Skip to content
Search

Ontario Grain Farmer Magazine is the flagship publication of Grain Farmers of Ontario and a source of information for our province’s grain farmers. 

Sudden Death Syndrome

EXPANDING VARIETY OPTIONS

SUDDEN DEATH SYNDROME (SDS) IN SOYBEANS. PHOTO COURTESY OF ALBERT TENUTA.

SUDDEN DEATH SYNDROME (SDS) is set to follow the progress of Soybean Cyst Nematode (SCN), becoming a severe and consistent problem for Ontario soybean farmers in the coming decade. Researchers at the University of Guelph and the Ontario Ministry of Agriculture, Food and Rural Affairs (OMAFRA) are trying to get ahead of the problem by adding more SDS-resistant genes to the province’s pool of soybean germplasm.

Advertisement

GENETIC RESISTANCE LACKING

SDS is considered the second most devastating soybean pathogen in southwestern Ontario. The yield-robbing disease also continues to spread across the province, with the most effective means of control coming from SDS-resistant cultivars.

Selection for varieties with SDS resistance is the best strategy to minimize field infection and yield losses. Variety selection can be enhanced with the use of seed treatments currently available to reduce early season infection and boost plant health.

As happened with SCN, however, the few genes responsible for resistance can lose effectiveness over time. This puts breeders, seed companies, and farmers in a precarious position.

“We now realize SDS is what soybean cyst nematode was 10 years ago. It will be a problem in new zones,” says Dr. Milad Eskandari, an associate professor and plant breeder with the university.

To date, Eskandari says breeding programs for food grade soybeans have not focused on SDS resistance, largely because it was not considered a looming problem. Now, he and fellow plant agriculture professor Dr. Istvan Rajcan are working with OMAFRA and AAFC colleagues to find other resistance genes within varieties suited for Ontario. Those genes will subsequently be introducing into the province’s germplasm bank and existing SCN-resistant varieties.

SDS SYMPTOMS AND IDENTIFICATION

As described in a Field Crop News article by Albert Tenuta, OMAFRA field crops plant pathologist, SDS is a root rot disease caused by an aggressive strain of the common soil-borne fungal pathogen Fusarium solani. Infection frequently occurs during the first six weeks after emergence, with symptoms generally developing at the mid-pod reproductive stage. The presence of soybean cyst nematode can make SDS worse, since the nematodes create wounds by which the fungus can infect the plant more easily.

“SDS is most visible when the soybean crop enters the reproductive stages of development, because most of the resources of the plant begin to shift from vegetative growth to producing and filling pods,” says Tenuta.

“When this shift in resources occurs, the plant’s natural defense mechanisms are reduced, especially under stressed conditions, allowing the disease-causing organism an opportunity to begin the infection process.”

SDS is characterized by yellow speckling or spotting between leaf veins, both of which become larger as the disease progresses. In severe cases, the entire area between the veins becomes brown and dry, eventually falling out. Veins are all that remain, having stayed green the entire time. Premature defoliation and death are subsequent characteristics

Cutting the root and the stem, says Tenuta, will expose a light brown or gray discolouration of the cortex tissue in the tap root and the stem. This will extend from the roots up through the stem.

“Although the leaf symptoms may resemble brown stem rot, in SDS infected plants the pith of the stem remains white whereas brown stem rot infected plants have a brown and disintegrated pith.”

RAPID, INEXPENSIVE GENE IDENTIFICATION

2021 was the inaugural year of the SDS resistance project. Thus far, a variety of genes were identified and incorporated into plant populations for indoor testing. These test populations — currently relocated to Costa Rica to avoid the difficulties of growing in the Canadian winter — will be field-tested in Ontario in 2022 to ensure their suitability for local conditions.

“If we can do something that reduces the threat eight or more years from now, it’s worth it,” says Eskandari. “We don’t do any variety selection before the fifth generation…The data is great for discriminating tolerant genes, but we need to evaluate the errors while making sure it makes a good yielding, high quality crop.”

Alongside introducing SDS resistance genes into new Ontario-adapted food-grade cultivars and germplasm, a second aim involves the development of molecular genetic-based toolkits.

Intended for future breeding programs, such toolkits will speed up the process of developing new varieties by giving researchers a starting place — a sort of best-management-practice suite of genetic options — rather than forcing them to begin searching anew. This method will also make the process considerably cheaper.

“The development of Ontario-adapted commercial soybean cultivars that are resistant to SDS and SCN will provide Ontario’s soybean growers with new tools to fight against the most yield-limiting soybean pests in the region, and increase production,” says Eskandari.

The project was funded in part by the Ontario Agri-Food Innovation Alliance, a collaboration between the government of Ontario and the University of Guelph.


Exercise brief
Every record needs to be repeated exactly; its pictures do not.

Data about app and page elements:
+ + + + +

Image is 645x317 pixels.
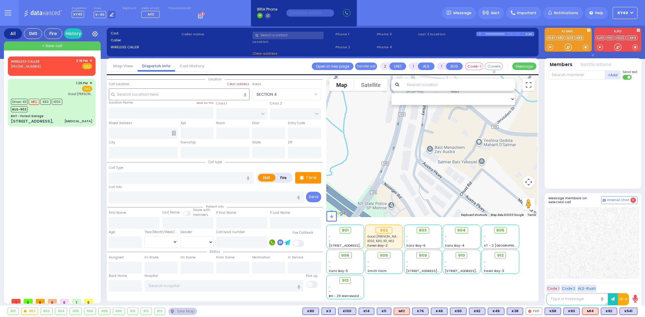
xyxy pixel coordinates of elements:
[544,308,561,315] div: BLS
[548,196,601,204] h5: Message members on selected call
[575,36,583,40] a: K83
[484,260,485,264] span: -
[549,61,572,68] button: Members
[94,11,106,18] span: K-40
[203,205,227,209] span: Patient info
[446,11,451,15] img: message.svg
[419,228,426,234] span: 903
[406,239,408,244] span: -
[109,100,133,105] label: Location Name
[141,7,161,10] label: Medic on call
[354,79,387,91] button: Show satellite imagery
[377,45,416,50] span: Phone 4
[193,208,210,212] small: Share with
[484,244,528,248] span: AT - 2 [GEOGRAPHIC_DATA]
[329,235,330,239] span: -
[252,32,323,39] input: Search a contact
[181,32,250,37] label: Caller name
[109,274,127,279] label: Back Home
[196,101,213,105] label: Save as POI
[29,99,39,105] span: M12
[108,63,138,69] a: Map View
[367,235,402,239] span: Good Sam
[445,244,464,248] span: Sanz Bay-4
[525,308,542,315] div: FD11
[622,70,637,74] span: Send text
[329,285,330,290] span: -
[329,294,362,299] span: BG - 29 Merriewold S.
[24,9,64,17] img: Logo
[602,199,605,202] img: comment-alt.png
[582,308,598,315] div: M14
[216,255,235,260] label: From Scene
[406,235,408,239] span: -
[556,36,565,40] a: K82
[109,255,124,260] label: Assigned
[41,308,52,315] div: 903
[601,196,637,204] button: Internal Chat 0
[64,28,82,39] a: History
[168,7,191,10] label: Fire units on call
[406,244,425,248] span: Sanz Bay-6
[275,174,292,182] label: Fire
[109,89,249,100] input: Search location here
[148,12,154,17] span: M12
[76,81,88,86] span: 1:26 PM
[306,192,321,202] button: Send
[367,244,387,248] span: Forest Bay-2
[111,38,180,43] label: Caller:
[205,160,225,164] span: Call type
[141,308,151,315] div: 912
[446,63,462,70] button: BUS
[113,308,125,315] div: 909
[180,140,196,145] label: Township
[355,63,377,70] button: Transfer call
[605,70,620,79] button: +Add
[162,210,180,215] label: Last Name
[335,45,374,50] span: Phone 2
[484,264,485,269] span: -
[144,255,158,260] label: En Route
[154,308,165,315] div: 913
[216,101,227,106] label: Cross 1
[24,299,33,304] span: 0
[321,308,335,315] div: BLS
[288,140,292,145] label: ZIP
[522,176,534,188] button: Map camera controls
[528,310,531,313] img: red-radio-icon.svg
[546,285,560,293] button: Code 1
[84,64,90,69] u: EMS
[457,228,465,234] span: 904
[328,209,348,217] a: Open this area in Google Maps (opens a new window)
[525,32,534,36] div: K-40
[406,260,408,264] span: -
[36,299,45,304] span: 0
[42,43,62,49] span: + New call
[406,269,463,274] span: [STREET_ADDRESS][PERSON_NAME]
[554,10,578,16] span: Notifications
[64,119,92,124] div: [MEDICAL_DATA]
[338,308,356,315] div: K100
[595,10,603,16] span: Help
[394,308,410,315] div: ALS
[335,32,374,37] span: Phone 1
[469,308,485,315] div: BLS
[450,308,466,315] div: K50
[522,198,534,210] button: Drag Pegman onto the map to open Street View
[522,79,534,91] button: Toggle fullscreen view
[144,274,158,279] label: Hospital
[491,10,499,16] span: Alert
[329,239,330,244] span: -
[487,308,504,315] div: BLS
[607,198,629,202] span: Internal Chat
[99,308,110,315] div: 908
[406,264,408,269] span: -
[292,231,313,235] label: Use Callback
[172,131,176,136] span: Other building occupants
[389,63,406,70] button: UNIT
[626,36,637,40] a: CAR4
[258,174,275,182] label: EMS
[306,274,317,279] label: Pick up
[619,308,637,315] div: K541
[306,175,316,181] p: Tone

+ + + + +

Answer for this exercise
Image is 645x317 pixels.
xyxy pixel coordinates of elements:
[544,308,561,315] div: BLS
[548,196,601,204] h5: Message members on selected call
[575,36,583,40] a: K83
[484,260,485,264] span: -
[549,61,572,68] button: Members
[94,11,106,18] span: K-40
[203,205,227,209] span: Patient info
[446,11,451,15] img: message.svg
[419,228,426,234] span: 903
[406,239,408,244] span: -
[109,100,133,105] label: Location Name
[141,7,161,10] label: Medic on call
[354,79,387,91] button: Show satellite imagery
[377,45,416,50] span: Phone 4
[193,208,210,212] small: Share with
[484,244,528,248] span: AT - 2 [GEOGRAPHIC_DATA]
[329,235,330,239] span: -
[252,32,323,39] input: Search a contact
[181,32,250,37] label: Caller name
[109,274,127,279] label: Back Home
[196,101,213,105] label: Save as POI
[29,99,39,105] span: M12
[108,63,138,69] a: Map View
[367,235,402,239] span: Good Sam
[445,244,464,248] span: Sanz Bay-4
[525,308,542,315] div: FD11
[622,70,637,74] span: Send text
[329,285,330,290] span: -
[329,294,362,299] span: BG - 29 Merriewold S.
[24,9,64,17] img: Logo
[602,199,605,202] img: comment-alt.png
[582,308,598,315] div: M14
[216,255,235,260] label: From Scene
[406,235,408,239] span: -
[556,36,565,40] a: K82
[109,255,124,260] label: Assigned
[41,308,52,315] div: 903
[601,196,637,204] button: Internal Chat 0
[64,28,82,39] a: History
[168,7,191,10] label: Fire units on call
[406,244,425,248] span: Sanz Bay-6
[275,174,292,182] label: Fire
[109,89,249,100] input: Search location here
[148,12,154,17] span: M12
[76,81,88,86] span: 1:26 PM
[306,192,321,202] button: Send
[367,244,387,248] span: Forest Bay-2
[111,38,180,43] label: Caller:
[205,160,225,164] span: Call type
[141,308,151,315] div: 912
[446,63,462,70] button: BUS
[113,308,125,315] div: 909
[180,140,196,145] label: Township
[355,63,377,70] button: Transfer call
[605,70,620,79] button: +Add
[162,210,180,215] label: Last Name
[335,45,374,50] span: Phone 2
[484,264,485,269] span: -
[144,255,158,260] label: En Route
[154,308,165,315] div: 913
[216,101,227,106] label: Cross 1
[24,299,33,304] span: 0
[321,308,335,315] div: BLS
[288,140,292,145] label: ZIP
[522,176,534,188] button: Map camera controls
[528,310,531,313] img: red-radio-icon.svg
[546,285,560,293] button: Code 1
[84,64,90,69] u: EMS
[457,228,465,234] span: 904
[328,209,348,217] a: Open this area in Google Maps (opens a new window)
[525,32,534,36] div: K-40
[406,260,408,264] span: -
[36,299,45,304] span: 0
[42,43,62,49] span: + New call
[406,269,463,274] span: [STREET_ADDRESS][PERSON_NAME]
[554,10,578,16] span: Notifications
[64,119,92,124] div: [MEDICAL_DATA]
[338,308,356,315] div: K100
[595,10,603,16] span: Help
[394,308,410,315] div: ALS
[335,32,374,37] span: Phone 1
[469,308,485,315] div: BLS
[450,308,466,315] div: K50
[522,198,534,210] button: Drag Pegman onto the map to open Street View
[522,79,534,91] button: Toggle fullscreen view
[144,274,158,279] label: Hospital
[491,10,499,16] span: Alert
[329,239,330,244] span: -
[487,308,504,315] div: BLS
[607,198,629,202] span: Internal Chat
[99,308,110,315] div: 908
[406,264,408,269] span: -
[292,231,313,235] label: Use Callback
[172,131,176,136] span: Other building occupants
[389,63,406,70] button: UNIT
[626,36,637,40] a: CAR4
[258,174,275,182] label: EMS
[306,274,317,279] label: Pick up
[619,308,637,315] div: K541
[306,175,316,181] p: Tone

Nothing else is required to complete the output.